SANDWORM: Lessons from the Ukrainian Cyberwar and Beyond
2020-09-04, 17:30–18:30, Main stream

From Wired senior writer Andy Greenberg comes the true story of the most devastating cyberattack in history and the desperate hunt to identify and track the elite Russian agents behind it.


In 2014, the world witnessed the start of a mysterious series of cyberattacks. Targeting American utility companies, NATO, and electric grids in Eastern Europe, the strikes grew ever more brazen. They culminated in the summer of 2017, when the malware known as NotPetya was unleashed, penetrating, disrupting, and paralyzing some of the world's largest businesses—from drug manufacturers to software developers to shipping companies. At the attack's epicenter in Ukraine, ATMs froze. The railway and postal systems shut down. Hospitals went dark. NotPetya spread around the world, inflicting an unprecedented ten billion dollars in damage—the largest, most destructive cyberattack the world had ever seen.

The hackers behind these attacks are quickly gaining a reputation as the most dangerous team of cyberwarriors in history: a group known as Sandworm. Working in the service of Russia's military intelligence agency, they represent a persistent, highly skilled force, one whose talents are matched by their willingness to launch broad, unrestrained attacks on the most critical infrastructure of their adversaries. They target government and private sector, military and civilians alike.

A chilling, globe-spanning detective story, Sandworm considers the danger this force poses to our national security and stability. As the Kremlin's role in foreign government manipulation comes into greater focus, Sandworm exposes the realities not just of Russia's global digital offensive, but of an era where warfare ceases to be waged on the battlefield. It reveals how the lines between digital and physical conflict, between wartime and peacetime, have begun to blur—with world-shaking implications.

Andy Greenberg is an award-winning senior writer for WIRED, covering security, privacy, information freedom, and hacker culture. He's the author of the book SANDWORM: A New Era of Cyberwar and the Hunt for the Kremlin's Most Dangerous Hackers. The book and excerpts from it published in WIRED won a Gerald Loeb Award for International Reporting, a Sigma Delta Chi Award from the Society of Professional Journalists, two Deadline Club Awards from the New York Society of Professional Journalists, and the Cornelius Ryan Citation for Excellence from the Overseas Press Club. Greenberg's last book was THIS MACHINE KILLS SECRETS, about WikiLeaks, cryptography, and the cypherpunks, which was selected as an Editor's Choice by The New York Times Book Review in 2012. Before coming to WIRED, Greenberg worked as a senior reporter for Forbes magazine. He lives in Brooklyn with his wife, filmmaker Malika Zouhali-Worrall.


What you will do
Wherever the word "fresh" shows up in the data, report the line it sits in.

Listed records
-*-*-
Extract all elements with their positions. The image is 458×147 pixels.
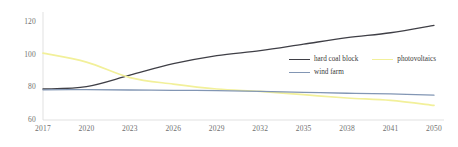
y-tick-label-100: 100 [14,50,36,59]
y-tick-label-80: 80 [14,82,36,91]
legend-item-photovoltaics: photovoltaics [372,54,436,64]
x-tick-label-2050: 2050 [419,124,449,133]
series-line-wind-farm [43,90,434,96]
legend-label-photovoltaics: photovoltaics [397,54,436,64]
x-tick-label-2038: 2038 [332,124,362,133]
legend-swatch-photovoltaics [372,59,393,60]
y-tick-label-120: 120 [14,17,36,26]
x-tick-label-2023: 2023 [115,124,145,133]
x-tick-label-2032: 2032 [245,124,275,133]
y-tick-label-60: 60 [14,115,36,124]
legend-row-2: wind farm [289,67,436,77]
line-chart: 1201008060 20172020202320262029203220352… [0,0,458,147]
legend-label-wind-farm: wind farm [314,67,344,77]
legend-swatch-wind-farm [289,72,310,73]
x-tick-label-2017: 2017 [28,124,58,133]
x-tick-label-2020: 2020 [71,124,101,133]
x-tick-label-2026: 2026 [158,124,188,133]
x-tick-label-2041: 2041 [376,124,406,133]
legend-swatch-hard-coal-block [289,59,310,60]
chart-legend: hard coal block photovoltaics wind farm [289,54,436,77]
legend-item-wind-farm: wind farm [289,67,344,77]
legend-item-hard-coal-block: hard coal block [289,54,358,64]
x-tick-label-2029: 2029 [202,124,232,133]
legend-row-1: hard coal block photovoltaics [289,54,436,64]
legend-label-hard-coal-block: hard coal block [314,54,358,64]
x-tick-label-2035: 2035 [289,124,319,133]
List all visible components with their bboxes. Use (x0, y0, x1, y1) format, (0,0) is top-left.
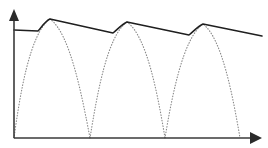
axes-group (9, 9, 262, 144)
ripple-arch-3 (165, 24, 240, 138)
ripple-arch-1 (14, 19, 90, 138)
waveform-figure (0, 0, 268, 148)
x-axis-arrow-icon (250, 132, 262, 144)
y-axis-arrow-icon (9, 9, 19, 21)
peak-envelope-curve (14, 19, 262, 36)
waveform-chart-canvas (0, 0, 268, 148)
ripple-arch-2 (90, 22, 165, 138)
ripple-arch-group (14, 19, 240, 138)
peak-envelope-group (14, 19, 262, 36)
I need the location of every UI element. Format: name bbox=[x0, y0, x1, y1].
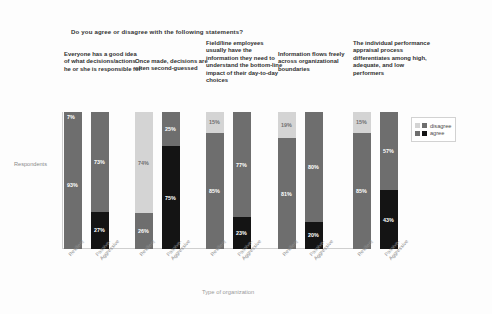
stacked-bar[interactable]: 73%27% bbox=[91, 112, 109, 249]
segment-value-label: 43% bbox=[383, 217, 394, 223]
bar-segment-disagree[interactable]: 77% bbox=[233, 112, 251, 217]
bar-segment-disagree[interactable]: 74% bbox=[135, 112, 153, 213]
segment-value-label: 15% bbox=[356, 119, 367, 125]
bar-segment-disagree[interactable]: 19% bbox=[278, 112, 296, 138]
bar-segment-disagree[interactable]: 15% bbox=[353, 112, 371, 133]
stacked-bar[interactable]: 57%43% bbox=[380, 112, 398, 249]
statement-label: Everyone has a good idea of what decisio… bbox=[64, 51, 142, 73]
segment-value-label: 85% bbox=[356, 188, 367, 194]
bar-segment-agree[interactable]: 75% bbox=[162, 146, 180, 249]
chart-legend: disagreeagree bbox=[411, 117, 456, 142]
stacked-bar[interactable]: 80%20% bbox=[305, 112, 323, 249]
chart-figure: Do you agree or disagree with the follow… bbox=[0, 0, 492, 314]
chart-title: Do you agree or disagree with the follow… bbox=[71, 28, 243, 35]
segment-value-label: 26% bbox=[138, 228, 149, 234]
bar-segment-disagree[interactable]: 57% bbox=[380, 112, 398, 190]
stacked-bar[interactable]: 19%81% bbox=[278, 112, 296, 249]
segment-value-label: 93% bbox=[67, 182, 78, 188]
legend-swatch bbox=[422, 123, 427, 128]
segment-value-label: 19% bbox=[281, 122, 292, 128]
segment-value-label: 15% bbox=[209, 119, 220, 125]
y-axis-label: Respondents bbox=[14, 161, 47, 167]
bar-segment-agree[interactable]: 85% bbox=[353, 133, 371, 249]
segment-value-label: 85% bbox=[209, 188, 220, 194]
stacked-bar[interactable]: 77%23% bbox=[233, 112, 251, 249]
stacked-bar[interactable]: 15%85% bbox=[206, 112, 224, 249]
legend-item[interactable]: disagree bbox=[415, 123, 451, 129]
bar-segment-agree[interactable]: 85% bbox=[206, 133, 224, 249]
stacked-bar[interactable]: 74%26% bbox=[135, 112, 153, 249]
legend-label: agree bbox=[430, 130, 444, 136]
bar-segment-disagree[interactable]: 80% bbox=[305, 112, 323, 222]
segment-value-label: 23% bbox=[236, 230, 247, 236]
segment-value-label: 80% bbox=[308, 164, 319, 170]
legend-item[interactable]: agree bbox=[415, 130, 451, 136]
stacked-bar[interactable]: 25%75% bbox=[162, 112, 180, 249]
segment-value-label: 57% bbox=[383, 148, 394, 154]
segment-value-label: 75% bbox=[165, 195, 176, 201]
segment-value-label: 20% bbox=[308, 232, 319, 238]
stacked-bar[interactable]: 7%93% bbox=[64, 112, 82, 249]
legend-swatch bbox=[415, 131, 420, 136]
bar-segment-disagree[interactable]: 73% bbox=[91, 112, 109, 212]
segment-value-label: 81% bbox=[281, 191, 292, 197]
bar-segment-disagree[interactable]: 15% bbox=[206, 112, 224, 133]
segment-value-label: 25% bbox=[165, 126, 176, 132]
statement-label: Field/line employees usually have the in… bbox=[206, 40, 284, 84]
segment-value-label: 73% bbox=[94, 159, 105, 165]
statement-label: Once made, decisions are often second-gu… bbox=[135, 58, 213, 73]
stacked-bar[interactable]: 15%85% bbox=[353, 112, 371, 249]
segment-value-label: 27% bbox=[94, 227, 105, 233]
bar-segment-disagree[interactable]: 25% bbox=[162, 112, 180, 146]
bar-segment-agree[interactable]: 93% bbox=[64, 122, 82, 249]
legend-label: disagree bbox=[430, 123, 451, 129]
legend-swatch bbox=[422, 131, 427, 136]
segment-value-label: 7% bbox=[67, 114, 75, 120]
plot-area: Everyone has a good idea of what decisio… bbox=[62, 112, 408, 249]
bar-segment-agree[interactable]: 81% bbox=[278, 138, 296, 249]
statement-label: The individual performance appraisal pro… bbox=[353, 40, 431, 77]
segment-value-label: 77% bbox=[236, 162, 247, 168]
bar-segment-disagree[interactable]: 7% bbox=[64, 112, 82, 122]
x-axis-label: Type of organization bbox=[202, 289, 254, 295]
statement-label: Information flows freely across organiza… bbox=[278, 51, 356, 73]
legend-swatch bbox=[415, 123, 420, 128]
segment-value-label: 74% bbox=[138, 160, 149, 166]
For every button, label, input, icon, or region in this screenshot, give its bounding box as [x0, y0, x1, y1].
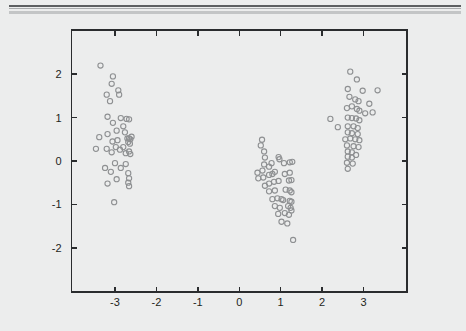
data-point	[256, 176, 261, 181]
data-point	[114, 177, 119, 182]
data-point	[272, 188, 277, 193]
data-point	[105, 114, 110, 119]
data-point	[105, 181, 110, 186]
data-point	[109, 81, 114, 86]
data-point	[356, 145, 361, 150]
x-tick-label: 2	[319, 296, 325, 308]
data-point	[104, 92, 109, 97]
series-cluster-right	[328, 69, 380, 171]
data-point	[266, 181, 271, 186]
data-point	[121, 124, 126, 129]
x-tick-label: -3	[110, 296, 120, 308]
data-point	[114, 128, 119, 133]
data-point	[349, 104, 354, 109]
data-point	[287, 170, 292, 175]
data-point	[328, 116, 333, 121]
data-point	[335, 125, 340, 130]
data-point	[260, 168, 265, 173]
scatter-plot: -3-2-10123-2-1012	[0, 0, 466, 331]
series-cluster-middle	[255, 137, 296, 242]
data-point	[350, 161, 355, 166]
x-tick-label: -2	[152, 296, 162, 308]
data-point	[258, 143, 263, 148]
y-tick-label: -1	[52, 198, 62, 210]
data-point	[367, 101, 372, 106]
data-point	[255, 170, 260, 175]
data-point	[118, 165, 123, 170]
data-point	[281, 161, 286, 166]
data-point	[126, 184, 131, 189]
data-point	[262, 149, 267, 154]
data-point	[261, 175, 266, 180]
data-point	[262, 155, 267, 160]
data-point	[122, 130, 127, 135]
x-tick-label: 0	[236, 296, 242, 308]
data-point	[344, 160, 349, 165]
data-point	[344, 105, 349, 110]
data-point	[291, 237, 296, 242]
data-points	[93, 63, 380, 243]
data-point	[110, 74, 115, 79]
y-tick-label: -2	[52, 242, 62, 254]
data-point	[110, 139, 115, 144]
data-point	[272, 204, 277, 209]
data-point	[98, 63, 103, 68]
data-point	[108, 169, 113, 174]
data-point	[110, 120, 115, 125]
data-point	[270, 197, 275, 202]
data-point	[126, 171, 131, 176]
data-point	[348, 136, 353, 141]
data-point	[343, 137, 348, 142]
data-point	[259, 137, 264, 142]
data-point	[102, 165, 107, 170]
plot-frame	[72, 30, 408, 292]
data-point	[285, 221, 290, 226]
data-point	[93, 146, 98, 151]
data-point	[344, 143, 349, 148]
data-point	[281, 197, 286, 202]
data-point	[347, 94, 352, 99]
data-point	[354, 77, 359, 82]
series-cluster-left	[93, 63, 134, 205]
data-point	[370, 110, 375, 115]
data-point	[262, 162, 267, 167]
data-point	[123, 161, 128, 166]
data-point	[375, 88, 380, 93]
data-point	[276, 211, 281, 216]
data-point	[351, 144, 356, 149]
data-point	[104, 146, 109, 151]
axis-tick-labels: -3-2-10123-2-1012	[52, 68, 367, 308]
data-point	[107, 99, 112, 104]
data-point	[279, 219, 284, 224]
data-point	[115, 138, 120, 143]
data-point	[345, 166, 350, 171]
y-tick-label: 1	[55, 112, 61, 124]
x-tick-label: 3	[360, 296, 366, 308]
x-tick-label: -1	[193, 296, 203, 308]
y-tick-label: 0	[55, 155, 61, 167]
data-point	[112, 200, 117, 205]
data-point	[109, 150, 114, 155]
data-point	[277, 205, 282, 210]
y-tick-label: 2	[55, 68, 61, 80]
data-point	[345, 86, 350, 91]
figure-container: -3-2-10123-2-1012	[0, 0, 466, 331]
data-point	[353, 152, 358, 157]
data-point	[266, 189, 271, 194]
data-point	[282, 171, 287, 176]
data-point	[112, 161, 117, 166]
data-point	[355, 132, 360, 137]
data-point	[97, 135, 102, 140]
data-point	[363, 111, 368, 116]
data-point	[105, 132, 110, 137]
data-point	[118, 115, 123, 120]
data-point	[345, 124, 350, 129]
x-tick-label: 1	[278, 296, 284, 308]
axis-ticks	[72, 30, 408, 292]
data-point	[360, 88, 365, 93]
data-point	[348, 69, 353, 74]
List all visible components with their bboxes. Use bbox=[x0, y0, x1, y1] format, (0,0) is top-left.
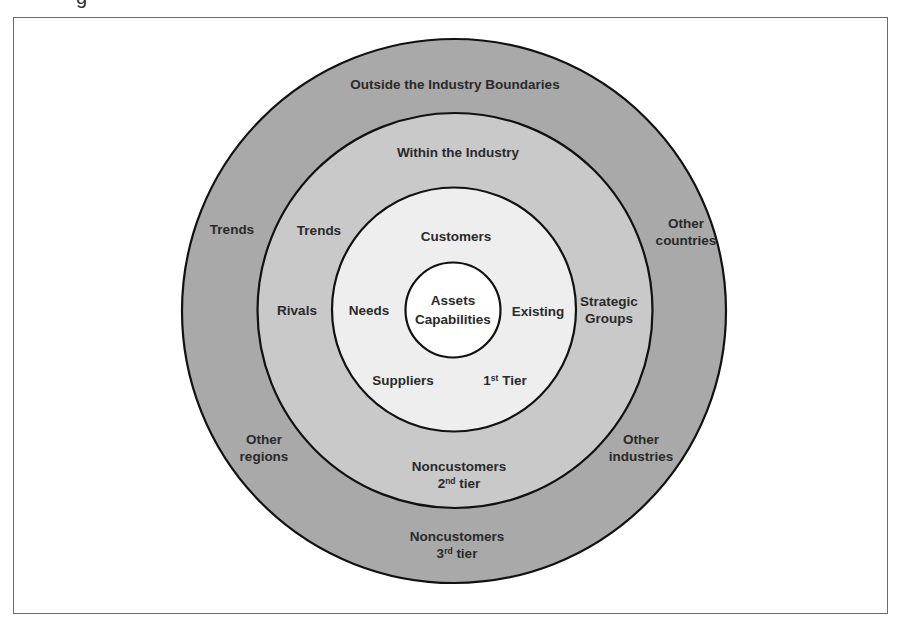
first-tier-label: 1st Tier bbox=[483, 372, 526, 389]
suppliers-label: Suppliers bbox=[372, 372, 434, 389]
other-regions-label: Other regions bbox=[240, 431, 289, 465]
rivals-label: Rivals bbox=[277, 302, 317, 319]
noncustomers-2nd-tier-label: Noncustomers 2nd tier bbox=[412, 458, 507, 492]
inner-ring-title-customers: Customers bbox=[421, 228, 492, 245]
existing-label: Existing bbox=[512, 303, 565, 320]
needs-label: Needs bbox=[349, 302, 390, 319]
strategic-groups-label: Strategic Groups bbox=[580, 293, 638, 327]
outer-trends-label: Trends bbox=[210, 221, 254, 238]
noncustomers-3rd-tier-label: Noncustomers 3rd tier bbox=[410, 528, 505, 562]
middle-ring-title: Within the Industry bbox=[397, 144, 519, 161]
outer-ring-title: Outside the Industry Boundaries bbox=[350, 76, 559, 93]
other-countries-label: Other countries bbox=[656, 215, 717, 249]
core-assets-capabilities-label: Assets Capabilities bbox=[415, 291, 491, 329]
middle-trends-label: Trends bbox=[297, 222, 341, 239]
other-industries-label: Other industries bbox=[609, 431, 674, 465]
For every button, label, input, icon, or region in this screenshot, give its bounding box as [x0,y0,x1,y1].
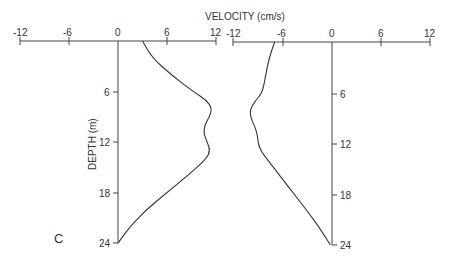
svg-text:6: 6 [340,89,346,100]
right-velocity-curve [250,42,330,245]
svg-text:-6: -6 [63,27,72,38]
svg-text:24: 24 [99,238,111,249]
svg-text:12: 12 [340,139,352,150]
svg-text:6: 6 [164,27,170,38]
left-panel [20,37,216,243]
right-y-tick-labels: 6 12 18 24 [340,89,352,251]
y-axis-label: DEPTH (m) [87,118,98,170]
svg-text:6: 6 [378,28,384,39]
svg-text:6: 6 [104,87,110,98]
chart-title: VELOCITY (cm/s) [205,11,285,22]
velocity-depth-chart: VELOCITY (cm/s) -12 -6 0 6 12 6 12 18 24… [0,0,450,267]
svg-text:12: 12 [424,28,436,39]
left-y-tick-labels: 6 12 18 24 [99,87,111,249]
left-velocity-curve [118,41,211,243]
right-panel [233,38,430,245]
left-x-tick-labels: -12 -6 0 6 12 [13,27,222,38]
svg-text:0: 0 [329,28,335,39]
svg-text:18: 18 [340,190,352,201]
svg-text:18: 18 [99,188,111,199]
svg-text:0: 0 [115,27,121,38]
svg-text:-12: -12 [226,28,241,39]
svg-text:12: 12 [210,27,222,38]
svg-text:24: 24 [340,240,352,251]
svg-text:-12: -12 [13,27,28,38]
panel-label: C [54,231,63,246]
svg-text:12: 12 [99,137,111,148]
right-x-tick-labels: -12 -6 0 6 12 [226,28,436,39]
svg-text:-6: -6 [277,28,286,39]
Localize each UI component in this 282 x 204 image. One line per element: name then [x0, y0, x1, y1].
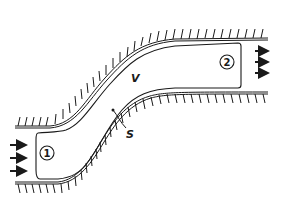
control-volume-boundary [36, 43, 241, 179]
upper-wall [15, 38, 268, 128]
volume-label: V [131, 72, 141, 85]
lower-wall [15, 92, 268, 184]
inlet-flow-arrows [10, 145, 26, 171]
section-2-marker: 2 [220, 55, 234, 69]
inlet-label: 1 [44, 148, 51, 159]
flow-diagram: 1 2 V S [0, 0, 282, 204]
surface-annotation: S [112, 109, 135, 142]
outlet-label: 2 [224, 57, 231, 68]
surface-label: S [126, 128, 134, 141]
outlet-flow-arrows [255, 51, 268, 73]
section-1-marker: 1 [40, 146, 54, 160]
lower-wall-hatching [18, 94, 265, 193]
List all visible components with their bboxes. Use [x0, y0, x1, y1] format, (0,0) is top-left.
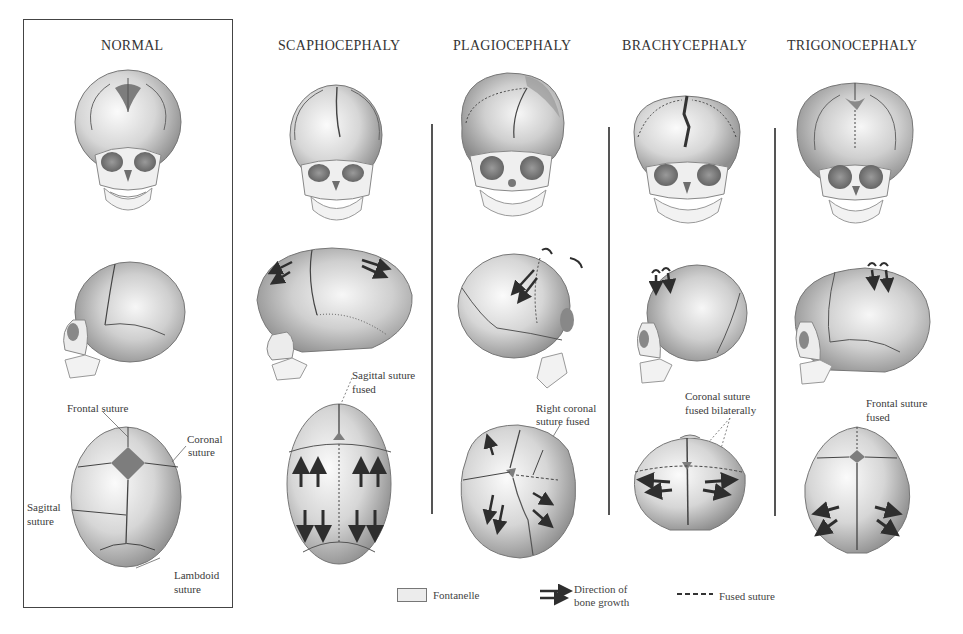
label-coronal-bilateral-1: Coronal suture [685, 390, 750, 402]
label-frontal-suture: Frontal suture [67, 402, 128, 414]
label-coronal-bilateral-2: fused bilaterally [685, 404, 756, 416]
legend-growth-label-1: Direction of [574, 583, 627, 595]
legend-fused-label: Fused suture [719, 590, 775, 602]
label-frontal-fused-1: Frontal suture [866, 397, 927, 409]
label-coronal-suture-2: suture [188, 446, 215, 458]
legend-fontanelle-label: Fontanelle [433, 589, 479, 601]
label-sagittal-fused-2: fused [352, 383, 376, 395]
label-right-coronal-1: Right coronal [536, 402, 596, 414]
label-frontal-fused-2: fused [866, 411, 890, 423]
skull-top-scaphocephaly [283, 402, 398, 577]
label-sagittal-fused-1: Sagittal suture [352, 369, 415, 381]
legend-fused-suture-icon [676, 590, 714, 598]
skull-top-brachycephaly [630, 430, 750, 540]
label-lambdoid-suture-1: Lambdoid [174, 569, 219, 581]
skull-top-plagiocephaly [458, 420, 583, 565]
label-right-coronal-2: suture fused [536, 415, 589, 427]
label-sagittal-suture-2: suture [27, 515, 54, 527]
legend-fontanelle-swatch [397, 588, 427, 602]
label-sagittal-suture-1: Sagittal [27, 501, 61, 513]
skull-top-trigonocephaly [797, 425, 917, 560]
legend-growth-label-2: bone growth [574, 596, 629, 608]
label-coronal-suture-1: Coronal [187, 433, 222, 445]
label-lambdoid-suture-2: suture [174, 583, 201, 595]
legend-growth-arrow-icon [538, 586, 574, 604]
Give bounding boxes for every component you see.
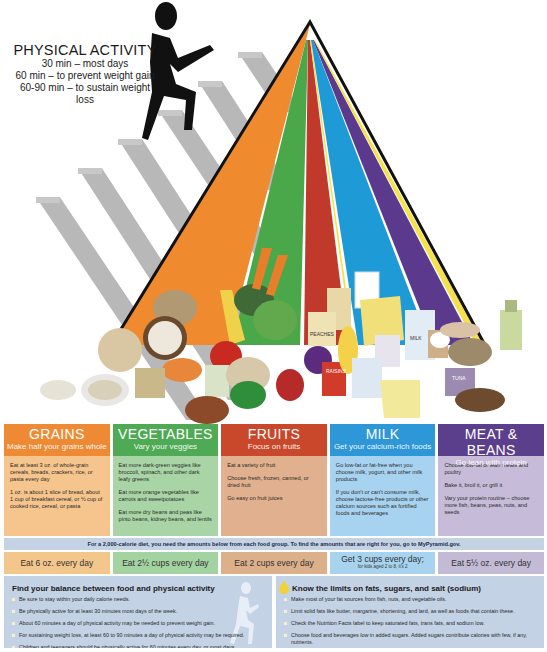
- panel-title: Find your balance between food and physi…: [12, 584, 264, 593]
- svg-text:MILK: MILK: [410, 335, 422, 341]
- group-subtitle: Vary your veggies: [113, 442, 219, 452]
- panel-limits: Know the limits on fats, sugars, and sal…: [276, 576, 544, 648]
- group-subtitle: Go lean with protein: [438, 458, 544, 468]
- amount-grains: Eat 6 oz. every day: [4, 552, 110, 574]
- amount-milk-note: for kids aged 2 to 8, it's 2: [330, 564, 436, 570]
- guidance-panels: Find your balance between food and physi…: [4, 576, 544, 648]
- physical-activity-heading: PHYSICAL ACTIVITY 30 min – most days 60 …: [10, 42, 160, 106]
- list-item: Be sure to stay within your daily calori…: [12, 596, 264, 603]
- group-milk: MILK Get your calcium-rich foods Go low-…: [330, 424, 436, 536]
- list-item: For sustaining weight loss, at least 60 …: [12, 632, 264, 639]
- tip: Eat a variety of fruit: [227, 462, 321, 469]
- panel-list: Be sure to stay within your daily calori…: [12, 596, 264, 648]
- tip: Eat more dark-green veggies like broccol…: [119, 462, 213, 483]
- list-item: Be physically active for at least 30 min…: [12, 608, 264, 615]
- group-tips: Eat a variety of fruit Choose fresh, fro…: [221, 456, 327, 536]
- list-item: About 60 minutes a day of physical activ…: [12, 620, 264, 627]
- amount-fruits: Eat 2 cups every day: [221, 552, 327, 574]
- amount-milk-main: Get 3 cups every day;: [341, 554, 424, 564]
- tip: Bake it, broil it, or grill it: [444, 482, 538, 489]
- list-item: Choose food and beverages low in added s…: [284, 632, 536, 647]
- amount-meat-beans: Eat 5½ oz. every day: [438, 552, 544, 574]
- group-fruits: FRUITS Focus on fruits Eat a variety of …: [221, 424, 327, 536]
- svg-text:TUNA: TUNA: [452, 375, 466, 381]
- tip: Go low-fat or fat-free when you choose m…: [336, 462, 430, 483]
- group-header: GRAINS Make half your grains whole: [4, 424, 110, 456]
- physical-activity-line: 30 min – most days: [10, 58, 160, 70]
- group-subtitle: Make half your grains whole: [4, 442, 110, 452]
- amount-vegetables: Eat 2½ cups every day: [113, 552, 219, 574]
- group-name: FRUITS: [221, 426, 327, 442]
- list-item: Check the Nutrition Facts label to keep …: [284, 620, 536, 627]
- group-header: MILK Get your calcium-rich foods: [330, 424, 436, 456]
- group-header: FRUITS Focus on fruits: [221, 424, 327, 456]
- calorie-banner: For a 2,000-calorie diet, you need the a…: [4, 538, 544, 550]
- amount-milk: Get 3 cups every day; for kids aged 2 to…: [330, 552, 436, 574]
- group-tips: Go low-fat or fat-free when you choose m…: [330, 456, 436, 536]
- group-meat-beans: MEAT & BEANS Go lean with protein Choose…: [438, 424, 544, 536]
- group-grains: GRAINS Make half your grains whole Eat a…: [4, 424, 110, 536]
- panel-balance: Find your balance between food and physi…: [4, 576, 272, 648]
- physical-activity-line: 60-90 min – to sustain weight loss: [10, 82, 160, 106]
- panel-title: Know the limits on fats, sugars, and sal…: [284, 584, 536, 593]
- group-name: GRAINS: [4, 426, 110, 442]
- physical-activity-title: PHYSICAL ACTIVITY: [10, 42, 160, 58]
- tip: Vary your protein routine – choose more …: [444, 495, 538, 516]
- group-name: MILK: [330, 426, 436, 442]
- tip: Eat more dry beans and peas like pinto b…: [119, 509, 213, 523]
- tip: 1 oz. is about 1 slice of bread, about 1…: [10, 489, 104, 510]
- physical-activity-line: 60 min – to prevent weight gain: [10, 70, 160, 82]
- tip: Eat more orange vegetables like carrots …: [119, 489, 213, 503]
- group-name: VEGETABLES: [113, 426, 219, 442]
- group-tips: Eat at least 3 oz. of whole-grain cereal…: [4, 456, 110, 536]
- list-item: Make most of your fat sources from fish,…: [284, 596, 536, 603]
- group-header: MEAT & BEANS Go lean with protein: [438, 424, 544, 456]
- group-tips: Eat more dark-green veggies like broccol…: [113, 456, 219, 536]
- tip: Eat at least 3 oz. of whole-grain cereal…: [10, 462, 104, 483]
- group-vegetables: VEGETABLES Vary your veggies Eat more da…: [113, 424, 219, 536]
- tip: Choose fresh, frozen, canned, or dried f…: [227, 475, 321, 489]
- tip: Go easy on fruit juices: [227, 495, 321, 502]
- svg-text:RAISINS: RAISINS: [326, 368, 347, 374]
- list-item: Limit solid fats like butter, margarine,…: [284, 608, 536, 615]
- food-group-columns: GRAINS Make half your grains whole Eat a…: [4, 424, 544, 536]
- list-item: Children and teenagers should be physica…: [12, 644, 264, 648]
- daily-amounts-row: Eat 6 oz. every day Eat 2½ cups every da…: [4, 552, 544, 574]
- group-subtitle: Focus on fruits: [221, 442, 327, 452]
- group-subtitle: Get your calcium-rich foods: [330, 442, 436, 452]
- svg-text:PEACHES: PEACHES: [310, 331, 335, 337]
- group-tips: Choose low-fat or lean meats and poultry…: [438, 456, 544, 536]
- panel-list: Make most of your fat sources from fish,…: [284, 596, 536, 647]
- group-header: VEGETABLES Vary your veggies: [113, 424, 219, 456]
- tip: If you don't or can't consume milk, choo…: [336, 489, 430, 517]
- group-name: MEAT & BEANS: [438, 426, 544, 458]
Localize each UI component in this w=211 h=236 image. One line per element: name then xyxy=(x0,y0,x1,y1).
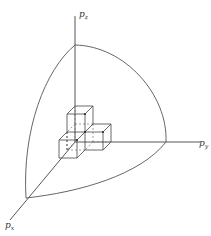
-*-*-
Completed task
- group-tips: Eat a variety of fruit Choose fresh, fro…: [221, 456, 327, 536]
- tip: Choose fresh, frozen, canned, or dried f…: [227, 475, 321, 489]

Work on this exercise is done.